Same JSON-in / PDF-out shape, six document types:

Endpoint What you get
/v1/documents/invoice Line items, tax, discount, multi-currency
/v1/documents/receipt Compact, store-branded
/v1/documents/quote Estimates with validity dates
/v1/documents/packing-slip Fulfilment doc, no prices
/v1/documents/certificate Landscape, framed, signature lines
/v1/render/html Bring your own HTML → PDF

Currency formatting (USD, EUR, GBP, CNY, JPY) is built in, so you're not hand-rolling Intl.NumberFormat edge cases.

Why stateless matters

DocForge never stores your data — the request comes in, the PDF goes out, nothing is persisted. That means no data-retention policy to write, nothing to leak, and it scales horizontally by just running more containers.
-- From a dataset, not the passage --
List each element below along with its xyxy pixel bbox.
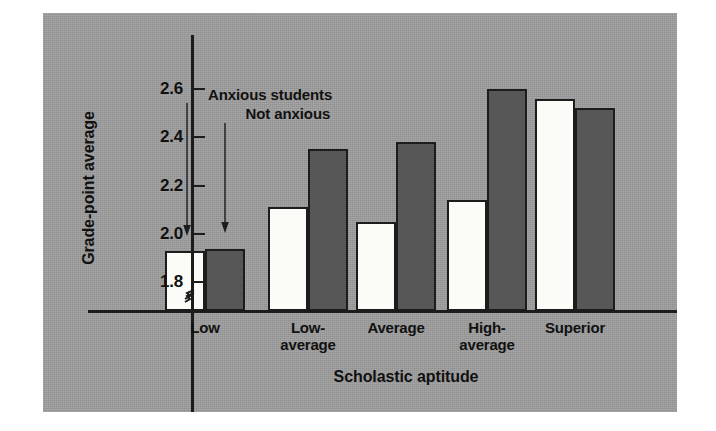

Under the hood it's Chromium for pixel-stable rendering, but you never have to operate that.

Try it

It's on RapidAPI with a free tier (50 PDFs/month) to kick the tires, and a paid plan when you need volume:

👉 https://rapidapi.com/tonypfwang-addP08RhJS3/api/pdf44

If you've been putting off the "generate the PDF" ticket, this is the version where it takes 15 minutes instead of a sprint. Happy to answer questions in the comments — what document type would you want next?